Before I knew it, I was immersed in administrative affairs. Tiny crystalline cities don’t run themselves. We’d decided to call the city Cornucopia. As mayor of Cornucopia my first official act had been to install the big little small men as my palace guards. They served me nobly. Second, I set the eagle in a watchtower at the city limits. The watchtower overlooked a field of flowers. Everything was running smoothly. The bugs were pleased with my administrative prowess, and I’d finally found what I was put on this earth to do. Until the day the Inventor appeared.
He showed up unannounced. The eagle had fallen asleep in the watchtower. My palace guards were all out to lunch. The Inventor approached me, saying, “Are you in charge here?” I am, I told him. Mayor of this fair crystalline city. How may I serve you? He’d come to collect his bugs, he said. I told him that was no longer possible. They were happy here. And more importantly, so was I.
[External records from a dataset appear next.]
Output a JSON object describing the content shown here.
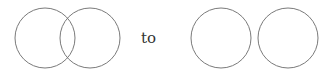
{
  "diagram": {
    "connector_text": "to",
    "stroke_color": "#7a7a7a",
    "before": {
      "circles": [
        {
          "cx": 45,
          "cy": 38,
          "r": 30
        },
        {
          "cx": 90,
          "cy": 38,
          "r": 30
        }
      ]
    },
    "after": {
      "circles": [
        {
          "cx": 221,
          "cy": 38,
          "r": 30
        },
        {
          "cx": 288,
          "cy": 38,
          "r": 30
        }
      ]
    }
  }
}
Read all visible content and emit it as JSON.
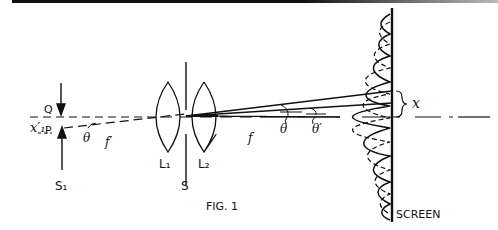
{
  "figure": {
    "caption": "FIG. 1",
    "type": "optics-interference-setup"
  },
  "labels": {
    "x_prime_1": "x′₁",
    "point_q": "Q",
    "point_p": "P",
    "source_s1": "S₁",
    "theta": "θ",
    "f_prime": "f′",
    "lens_l1": "L₁",
    "lens_l2": "L₂",
    "slit_s": "S",
    "focal_f": "f",
    "theta_2": "θ",
    "theta_prime": "θ′",
    "fringe_x": "x",
    "screen": "SCREEN"
  },
  "colors": {
    "ink": "#111111",
    "background": "#ffffff"
  }
}
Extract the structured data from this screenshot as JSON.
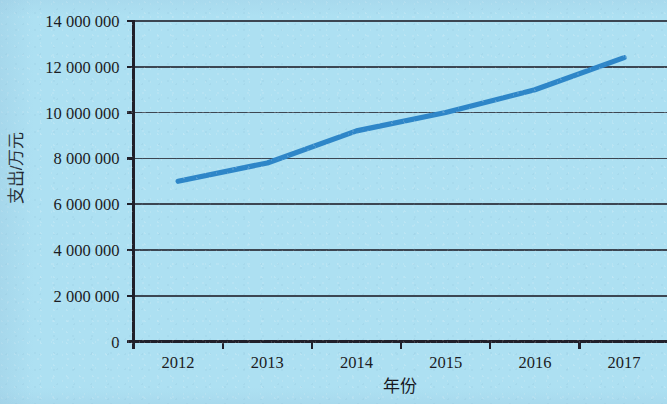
{
  "chart_data": {
    "type": "line",
    "title": "",
    "xlabel": "年份",
    "ylabel": "支出/万元",
    "x": [
      2012,
      2013,
      2014,
      2015,
      2016,
      2017
    ],
    "xticklabels": [
      "2012",
      "2013",
      "2014",
      "2015",
      "2016",
      "2017"
    ],
    "values": [
      7000000,
      7800000,
      9200000,
      10000000,
      11000000,
      12400000
    ],
    "series": [
      {
        "name": "支出",
        "values": [
          7000000,
          7800000,
          9200000,
          10000000,
          11000000,
          12400000
        ]
      }
    ],
    "ylim": [
      0,
      14000000
    ],
    "yticks": [
      0,
      2000000,
      4000000,
      6000000,
      8000000,
      10000000,
      12000000,
      14000000
    ],
    "yticklabels": [
      "0",
      "2 000 000",
      "4 000 000",
      "6 000 000",
      "8 000 000",
      "10 000 000",
      "12 000 000",
      "14 000 000"
    ],
    "grid": "horizontal",
    "legend": "none",
    "colors": {
      "background": "#ade0f2",
      "line": "#2e86c8",
      "axis": "#20202a",
      "grid": "#3c4652",
      "text": "#1b1b22"
    }
  }
}
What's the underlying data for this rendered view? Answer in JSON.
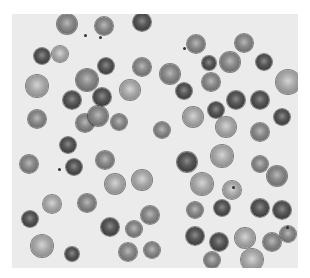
{
  "image": {
    "subject": "blood smear micrograph (red blood cells)",
    "colors": {
      "background": "#ffffff",
      "plasma": "#ebebeb",
      "cell_dark": "#3a3a3a",
      "cell_light": "#a8a8a8"
    }
  },
  "cells": [
    {
      "x": 55,
      "y": 10,
      "r": 10,
      "t": "mid"
    },
    {
      "x": 92,
      "y": 12,
      "r": 9,
      "t": "mid"
    },
    {
      "x": 130,
      "y": 8,
      "r": 9,
      "t": "dark"
    },
    {
      "x": 30,
      "y": 42,
      "r": 8,
      "t": "dark"
    },
    {
      "x": 48,
      "y": 40,
      "r": 8,
      "t": "light"
    },
    {
      "x": 94,
      "y": 52,
      "r": 8,
      "t": "dark"
    },
    {
      "x": 130,
      "y": 53,
      "r": 9,
      "t": "mid"
    },
    {
      "x": 25,
      "y": 72,
      "r": 11,
      "t": "light"
    },
    {
      "x": 75,
      "y": 66,
      "r": 11,
      "t": "mid"
    },
    {
      "x": 60,
      "y": 86,
      "r": 9,
      "t": "dark"
    },
    {
      "x": 90,
      "y": 83,
      "r": 9,
      "t": "dark"
    },
    {
      "x": 118,
      "y": 76,
      "r": 10,
      "t": "light"
    },
    {
      "x": 25,
      "y": 105,
      "r": 9,
      "t": "mid"
    },
    {
      "x": 73,
      "y": 109,
      "r": 9,
      "t": "mid"
    },
    {
      "x": 86,
      "y": 102,
      "r": 10,
      "t": "mid"
    },
    {
      "x": 107,
      "y": 108,
      "r": 8,
      "t": "mid"
    },
    {
      "x": 150,
      "y": 116,
      "r": 8,
      "t": "mid"
    },
    {
      "x": 184,
      "y": 30,
      "r": 9,
      "t": "mid"
    },
    {
      "x": 232,
      "y": 29,
      "r": 9,
      "t": "mid"
    },
    {
      "x": 252,
      "y": 48,
      "r": 8,
      "t": "dark"
    },
    {
      "x": 218,
      "y": 48,
      "r": 10,
      "t": "mid"
    },
    {
      "x": 197,
      "y": 49,
      "r": 7,
      "t": "dark"
    },
    {
      "x": 158,
      "y": 60,
      "r": 10,
      "t": "mid"
    },
    {
      "x": 172,
      "y": 77,
      "r": 8,
      "t": "dark"
    },
    {
      "x": 199,
      "y": 68,
      "r": 9,
      "t": "mid"
    },
    {
      "x": 224,
      "y": 86,
      "r": 9,
      "t": "dark"
    },
    {
      "x": 248,
      "y": 86,
      "r": 9,
      "t": "dark"
    },
    {
      "x": 276,
      "y": 68,
      "r": 12,
      "t": "light"
    },
    {
      "x": 181,
      "y": 103,
      "r": 10,
      "t": "light"
    },
    {
      "x": 204,
      "y": 96,
      "r": 8,
      "t": "dark"
    },
    {
      "x": 270,
      "y": 103,
      "r": 8,
      "t": "dark"
    },
    {
      "x": 248,
      "y": 118,
      "r": 9,
      "t": "mid"
    },
    {
      "x": 214,
      "y": 113,
      "r": 10,
      "t": "light"
    },
    {
      "x": 17,
      "y": 150,
      "r": 9,
      "t": "mid"
    },
    {
      "x": 56,
      "y": 131,
      "r": 8,
      "t": "dark"
    },
    {
      "x": 62,
      "y": 153,
      "r": 8,
      "t": "dark"
    },
    {
      "x": 93,
      "y": 146,
      "r": 9,
      "t": "mid"
    },
    {
      "x": 103,
      "y": 170,
      "r": 10,
      "t": "light"
    },
    {
      "x": 130,
      "y": 166,
      "r": 10,
      "t": "light"
    },
    {
      "x": 40,
      "y": 190,
      "r": 9,
      "t": "light"
    },
    {
      "x": 18,
      "y": 205,
      "r": 8,
      "t": "dark"
    },
    {
      "x": 75,
      "y": 189,
      "r": 9,
      "t": "mid"
    },
    {
      "x": 98,
      "y": 213,
      "r": 9,
      "t": "dark"
    },
    {
      "x": 122,
      "y": 215,
      "r": 8,
      "t": "mid"
    },
    {
      "x": 138,
      "y": 201,
      "r": 9,
      "t": "mid"
    },
    {
      "x": 30,
      "y": 232,
      "r": 11,
      "t": "light"
    },
    {
      "x": 60,
      "y": 240,
      "r": 7,
      "t": "dark"
    },
    {
      "x": 116,
      "y": 238,
      "r": 9,
      "t": "mid"
    },
    {
      "x": 140,
      "y": 236,
      "r": 8,
      "t": "mid"
    },
    {
      "x": 175,
      "y": 148,
      "r": 10,
      "t": "dark"
    },
    {
      "x": 210,
      "y": 142,
      "r": 11,
      "t": "light"
    },
    {
      "x": 248,
      "y": 150,
      "r": 8,
      "t": "mid"
    },
    {
      "x": 190,
      "y": 170,
      "r": 11,
      "t": "light"
    },
    {
      "x": 220,
      "y": 176,
      "r": 9,
      "t": "light"
    },
    {
      "x": 265,
      "y": 162,
      "r": 10,
      "t": "mid"
    },
    {
      "x": 183,
      "y": 196,
      "r": 8,
      "t": "mid"
    },
    {
      "x": 210,
      "y": 194,
      "r": 8,
      "t": "dark"
    },
    {
      "x": 248,
      "y": 194,
      "r": 9,
      "t": "dark"
    },
    {
      "x": 270,
      "y": 196,
      "r": 9,
      "t": "dark"
    },
    {
      "x": 183,
      "y": 222,
      "r": 9,
      "t": "dark"
    },
    {
      "x": 207,
      "y": 228,
      "r": 9,
      "t": "dark"
    },
    {
      "x": 233,
      "y": 224,
      "r": 10,
      "t": "light"
    },
    {
      "x": 260,
      "y": 228,
      "r": 9,
      "t": "mid"
    },
    {
      "x": 200,
      "y": 246,
      "r": 8,
      "t": "mid"
    },
    {
      "x": 240,
      "y": 246,
      "r": 11,
      "t": "light"
    },
    {
      "x": 276,
      "y": 220,
      "r": 8,
      "t": "mid"
    }
  ],
  "dots": [
    {
      "x": 72,
      "y": 20
    },
    {
      "x": 87,
      "y": 22
    },
    {
      "x": 171,
      "y": 33
    },
    {
      "x": 46,
      "y": 154
    },
    {
      "x": 220,
      "y": 172
    },
    {
      "x": 274,
      "y": 212
    }
  ]
}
He shook me, shouting, “Give them to me! They are mine!” I shook him back. Soon, we were both shimmering. Our vibrations had been replicated all throughout the crystalline structure of the city. Tiny holographic replicas of our struggle had shot up on all the street corners of Cornucopia.
They cried out in unison: “I am the Inventor! I have come to collect what’s mine! I will not be denied!” Before I, the crystalline mayor, could reply, the bugs appeared in a swarm and descened upon the inventor. He released me, thinking wrongly the bugs were returning to him. Instead, they’d come to encase him in their crystal coating. He struggled, but to no avail. By this time, my palace guard had come running in. Small as they were, they stabbed him with their little prickly polearms while the bugs completed their work.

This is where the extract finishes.